As my late-blooming interest in local history has deepened, I’ve become increasingly impressed with the value of old newspapers.

They preserve a contemporary record of people and activities in a locale, and regardless of accuracy or bias they balance our often faulty human memories. They’re also an irreplaceable resource for constructing timelines, and timing is often a key to understanding the past. This has turned me into an activist for making old newspapers available on the Web.

Reconstructing Idyllwild’s history can be especially frustrating. Nearly 150 years have passed since settlers first moved into Strawberry Valley, and for half that time there was no local paper. The bits and pieces that appeared in papers from Hemet, San Jacinto, Banning, Riverside or even Los Angeles too often supply more questions than answers.

Idyllwild’s first newspaper appeared less than a century ago. Part of Claudius Lee Emerson’s campaign to develop a summer community, his Idyllwild Breezes was published somewhat erratically from 1920 to 1929. Though primarily a publicity tool for Idyllwild Inc. enterprises, it recorded the boom years of our evolution into a settled village with detailed notes of events and people, property sales and home construction, along with obligatory puff pieces touting the mountains.

In 1923, Emerson even recruited an experienced editor in Frank Fowler, formerly of the Hemet News and San Jacinto Register. For two summers, Fowler gathered news for the paper by going door to door, taking the communal pulse and inquiring about residents’ doings and opinions.

The economic collapse after 1929 left Idyllwild without a newspaper through the Depression and war years, but the return of peacetime brought a new awakening.

During the summer of 1946, Marcia Woods introduced an eight-page mimeographed weekly called Tahquitz Talk, which she sold for a nickel a copy. It carried hand-lettered ads, social notes and gossip, but focused primarily on activities of local organizations, such as clubs and churches.

Tahquitz Talk disappeared at summer’s end, but in late October, Ernie and Betty Maxwell tentatively floated the Town Crier. Very similar in appearance, but available only by dollar-a-year subscription, the Crier took hold as a steadily growing biweekly newspaper with weekly summer editions.

By June 1947, the Maxwells raised their price to $2 and attracted competition in The San Jacinto Mountain News. For a dime (or $3/year) it delivered news of the Hill from Pine Cove to Thomas Mountain (Garner Valley). Printed with a professional look and layout, distinctly less folksy than the Town Crier, it carried the sort of news coverage and advertising we expect of a modern newspaper. Weekly publication continued through and perhaps beyond 1948, but the paper seems to have suffered recurrent editorial turnover, and any later traces have disappeared.

The Town Crier has survived periodic attempts to launch an alternative, most recently the Idyllwild View. Appearing in September 2009, it promised to be the “good news” alternative, and folded within months.

If any readers have access to copies of those old papers before 1950, I’d love to hear about it.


EXERCISE OBJECTIVE:
State how many lines of the entries include the string "LASER", please, leaving out everything but the number.

RECORDS SHOWN:
· · · · ·

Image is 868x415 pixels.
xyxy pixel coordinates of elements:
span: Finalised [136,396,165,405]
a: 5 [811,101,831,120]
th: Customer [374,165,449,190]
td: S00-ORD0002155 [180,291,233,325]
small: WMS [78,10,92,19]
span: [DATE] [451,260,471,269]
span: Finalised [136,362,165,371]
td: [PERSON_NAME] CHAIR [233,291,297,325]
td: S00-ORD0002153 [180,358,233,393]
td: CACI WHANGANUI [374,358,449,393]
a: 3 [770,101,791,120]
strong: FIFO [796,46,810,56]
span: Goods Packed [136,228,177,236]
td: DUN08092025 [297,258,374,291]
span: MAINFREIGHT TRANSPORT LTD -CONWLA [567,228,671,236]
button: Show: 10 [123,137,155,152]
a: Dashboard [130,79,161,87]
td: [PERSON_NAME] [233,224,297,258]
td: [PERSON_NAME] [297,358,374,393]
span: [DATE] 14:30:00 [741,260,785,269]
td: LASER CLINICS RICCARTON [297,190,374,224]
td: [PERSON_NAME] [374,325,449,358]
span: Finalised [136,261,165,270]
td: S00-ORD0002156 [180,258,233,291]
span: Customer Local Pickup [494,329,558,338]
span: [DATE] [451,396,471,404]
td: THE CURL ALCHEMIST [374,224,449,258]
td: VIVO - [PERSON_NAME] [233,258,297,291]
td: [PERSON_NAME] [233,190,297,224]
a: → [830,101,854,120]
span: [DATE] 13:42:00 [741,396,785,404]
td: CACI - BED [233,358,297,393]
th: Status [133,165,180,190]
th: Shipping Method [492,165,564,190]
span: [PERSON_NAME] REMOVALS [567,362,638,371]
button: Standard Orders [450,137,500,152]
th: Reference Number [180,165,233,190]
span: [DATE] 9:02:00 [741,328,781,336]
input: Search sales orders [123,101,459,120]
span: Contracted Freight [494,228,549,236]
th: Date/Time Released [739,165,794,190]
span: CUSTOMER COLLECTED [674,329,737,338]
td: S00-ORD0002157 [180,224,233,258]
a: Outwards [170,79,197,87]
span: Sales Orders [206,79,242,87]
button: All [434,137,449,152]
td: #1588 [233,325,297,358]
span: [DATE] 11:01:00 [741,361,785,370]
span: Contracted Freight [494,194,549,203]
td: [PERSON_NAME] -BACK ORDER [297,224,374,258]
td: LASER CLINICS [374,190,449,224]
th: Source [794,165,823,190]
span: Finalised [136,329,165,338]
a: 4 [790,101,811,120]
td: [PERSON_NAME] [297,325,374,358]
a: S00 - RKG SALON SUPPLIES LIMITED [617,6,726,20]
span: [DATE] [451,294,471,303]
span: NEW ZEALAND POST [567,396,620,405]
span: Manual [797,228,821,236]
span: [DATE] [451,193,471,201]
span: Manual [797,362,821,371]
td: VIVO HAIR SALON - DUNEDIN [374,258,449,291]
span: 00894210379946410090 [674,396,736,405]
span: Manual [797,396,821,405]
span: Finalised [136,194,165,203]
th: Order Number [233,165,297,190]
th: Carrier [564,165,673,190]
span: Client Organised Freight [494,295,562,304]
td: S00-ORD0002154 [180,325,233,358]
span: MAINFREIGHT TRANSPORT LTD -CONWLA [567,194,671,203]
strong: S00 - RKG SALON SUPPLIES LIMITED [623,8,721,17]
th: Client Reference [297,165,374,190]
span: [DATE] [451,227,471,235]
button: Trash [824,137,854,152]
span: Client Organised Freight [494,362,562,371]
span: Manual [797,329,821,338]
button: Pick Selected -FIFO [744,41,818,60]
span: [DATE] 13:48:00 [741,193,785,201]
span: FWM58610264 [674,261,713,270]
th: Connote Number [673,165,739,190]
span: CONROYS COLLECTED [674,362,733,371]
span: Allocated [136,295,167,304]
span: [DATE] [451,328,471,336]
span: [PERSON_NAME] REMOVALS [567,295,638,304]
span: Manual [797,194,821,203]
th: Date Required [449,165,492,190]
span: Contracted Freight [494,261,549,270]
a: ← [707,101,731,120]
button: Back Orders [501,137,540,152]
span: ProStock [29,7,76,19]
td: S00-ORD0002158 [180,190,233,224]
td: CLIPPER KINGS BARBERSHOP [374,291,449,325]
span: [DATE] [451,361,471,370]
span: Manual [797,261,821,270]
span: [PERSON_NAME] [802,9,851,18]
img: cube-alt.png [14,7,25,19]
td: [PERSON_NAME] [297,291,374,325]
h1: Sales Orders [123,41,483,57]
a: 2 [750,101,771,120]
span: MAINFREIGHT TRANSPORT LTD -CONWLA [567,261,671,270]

· · · · ·

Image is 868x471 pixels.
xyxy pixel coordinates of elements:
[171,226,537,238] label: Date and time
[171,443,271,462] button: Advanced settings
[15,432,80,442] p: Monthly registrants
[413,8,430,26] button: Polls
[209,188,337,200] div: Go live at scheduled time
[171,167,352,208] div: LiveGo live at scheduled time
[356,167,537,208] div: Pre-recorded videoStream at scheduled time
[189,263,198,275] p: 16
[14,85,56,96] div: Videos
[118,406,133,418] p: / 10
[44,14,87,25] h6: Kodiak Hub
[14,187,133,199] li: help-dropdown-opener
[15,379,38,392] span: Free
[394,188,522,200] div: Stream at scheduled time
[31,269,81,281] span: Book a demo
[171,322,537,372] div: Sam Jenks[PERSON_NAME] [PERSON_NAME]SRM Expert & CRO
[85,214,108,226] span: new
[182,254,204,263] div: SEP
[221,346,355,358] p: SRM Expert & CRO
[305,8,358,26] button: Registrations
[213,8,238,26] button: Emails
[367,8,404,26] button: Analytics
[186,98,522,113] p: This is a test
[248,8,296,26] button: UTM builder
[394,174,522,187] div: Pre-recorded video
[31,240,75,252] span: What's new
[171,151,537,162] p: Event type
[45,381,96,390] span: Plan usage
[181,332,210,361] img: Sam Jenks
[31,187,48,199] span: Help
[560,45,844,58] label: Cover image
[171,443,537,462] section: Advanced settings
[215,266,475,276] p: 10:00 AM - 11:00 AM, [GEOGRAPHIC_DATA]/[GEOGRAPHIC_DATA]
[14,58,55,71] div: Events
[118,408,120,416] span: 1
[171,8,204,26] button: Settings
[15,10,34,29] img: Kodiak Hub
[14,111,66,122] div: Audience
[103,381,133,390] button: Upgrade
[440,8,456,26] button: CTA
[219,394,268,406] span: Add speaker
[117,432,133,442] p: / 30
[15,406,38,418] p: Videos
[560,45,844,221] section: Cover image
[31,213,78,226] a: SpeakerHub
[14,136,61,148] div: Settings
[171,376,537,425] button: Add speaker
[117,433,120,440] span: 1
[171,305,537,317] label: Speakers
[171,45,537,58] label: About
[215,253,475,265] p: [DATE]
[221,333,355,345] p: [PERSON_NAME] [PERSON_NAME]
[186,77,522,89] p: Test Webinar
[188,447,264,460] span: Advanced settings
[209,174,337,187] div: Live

· · · · ·

TASK OUTPUT:
2